Where I Stand: Miggy v. Trout

First off, a link to Joe Posnanski making some strong points in favor of Mike Trout as AL MVP over Miguel Cabrera this year. My favorite is his suggestion that you vote for whoever Brandon McCarthy thinks should be MVP.

Since the season ended, I eventually came to the idea that Mike Trout was most deserving of the award. The preponderance of the evidence weighs in his favor, even if I don’t think it’s quite so clear a case as some. By that I mean that despite Trout trouncing Cabrera in WAR, the award isn’t solely given to the best hitter or the best player in the league. The MVP is supposed to go the player who was most valuable to his team.

This has led some people to suggest that Cabrera was most valuable to his team because he led it to the playoffs, while Trout was only able to lead his team to third place. These people should note that Trout’s team won more games than Cabrera’s and step away.

But I think a case can be made, sort of, that Cabrera was the more important player on his team. If you use as your measure WAR, and if we’re having this discussion why not, Cabrera contributed 6.9 WAR of Detroit’s hitters’ total of 13.7 WAR, or more than 50 percent. Trout, on the other hand, was worth 10.7 WAR, which was 28 percent of the Anaheim team’s 37.9 batting WAR.

But that’s the best case, and it isn’t that persuasive, since Detroit’s total WAR (they had great pitching, with Justin Verlander worth more WAR than Cabrera at 7.6) was 36.9, while the Angels’ total was 40.5. Trout’s contribution of 26 percent of his team’s total versus Cabrera’s 19 percent of his team’s total is a decisive edge.

Which leaves one final mode of attack: dWAR, defensive Wins Above Replacement, is far from established as a reliable measure of defensive value. Even those who champion it point out that it really takes two years of defensive play to start to establish a fielder’s performance baseline in fielding WAR. In 2012, Cabrera did a decent job playing third base, exceeding expectations but probably not adding to his own value with his defensive contributions (but not hurting it either–some argue that his agreement to play third also helped the Tigers because it meant they didn’t have to play Ryan Raburn), while Trout was simply amazing. Still, if you discount his defense because the measure isn’t reliable (and don’t believe your own eyes), Trout’s contribution in WAR drops to 8.6, or 21 percent of the Angels total, which at least makes it a horse race.

I’ve enjoyed the argument about this MVP race because in discussion new ideas come up. Nate Silver, championing Trout but expecting Cabrera to win, pointed out that Trout was superior to Cabrera while leading off an inning, a not inconsiderable skill that compares nicely with Cabrera’s better stats in the clutch this year.

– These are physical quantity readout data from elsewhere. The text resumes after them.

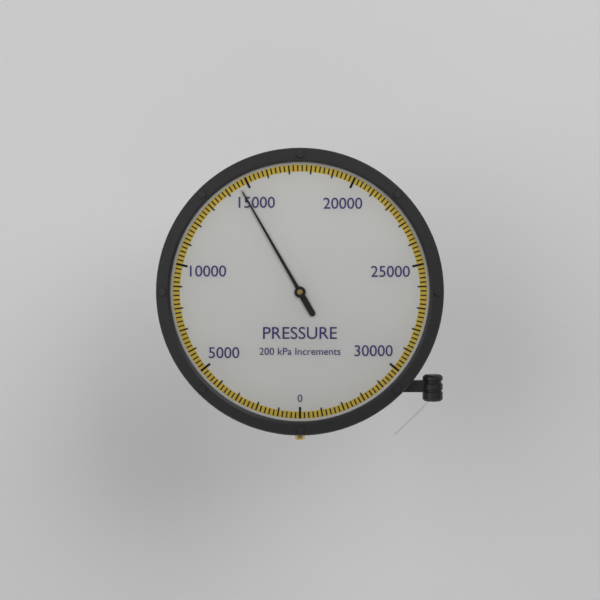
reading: 14600 kPa
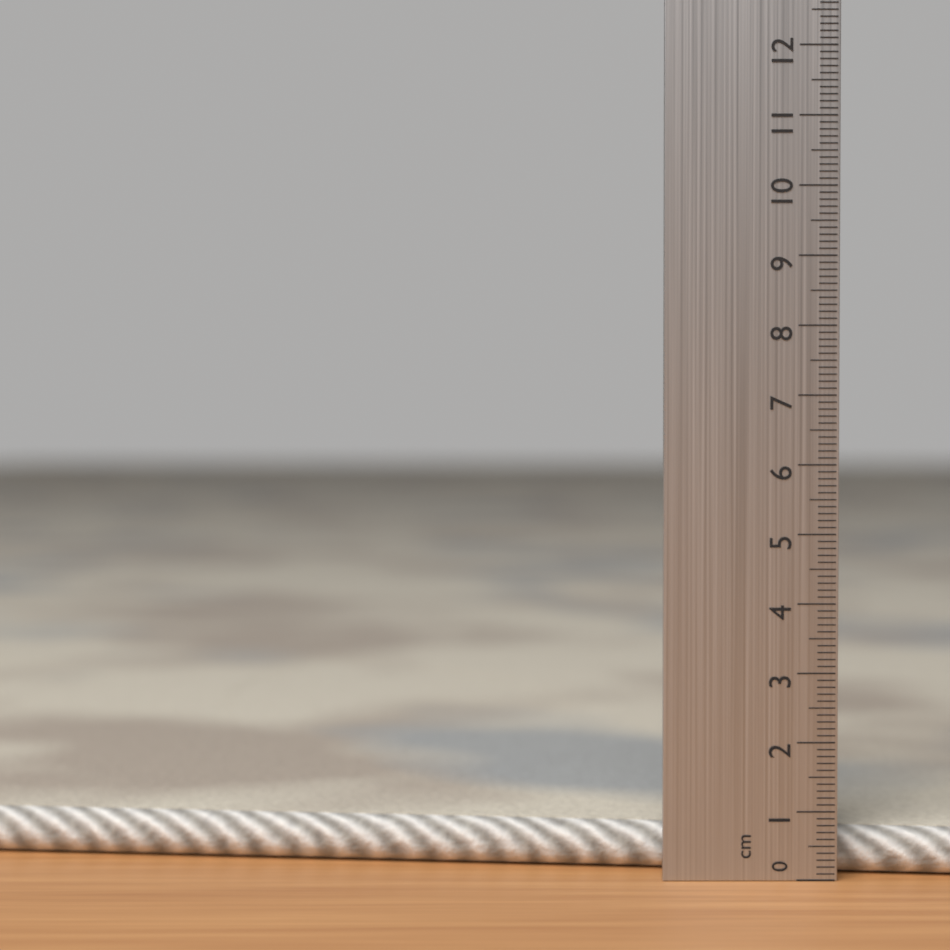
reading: 0.7 cm
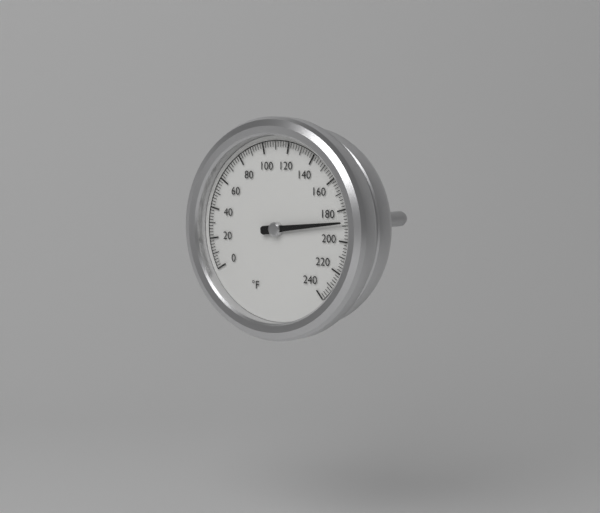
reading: 188 °F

The bottom line, however, is that the MVP awards are given by voters or judges, and they reflect the values of that constituency. If the BBWA says these 28 voters are the judges, we have to look at who they are to see what values are reflected. They’re the bosses. There was a time when the fans’ access to the records of the game was limited, and some favored Maris while others favored Mantle, for example. Some of that argument was based on numbers, of course, but it was also personality and some ineffable human streak that drew fans to one or the other. And the judges then were Olympian.

We’re now our own best judges, as the ballots of the BBWA so ably demonstrate every time they vote, and this discussion among fans with a much broader understanding of how the game works ideally serves the purpose of helping us better understand baseball, baseball players, baseball teams, winning baseball, and the stats and numbers and opinions that help us describe them. The awards themselves are wan, the judges are suspect, but the discussion is lively, which is just great.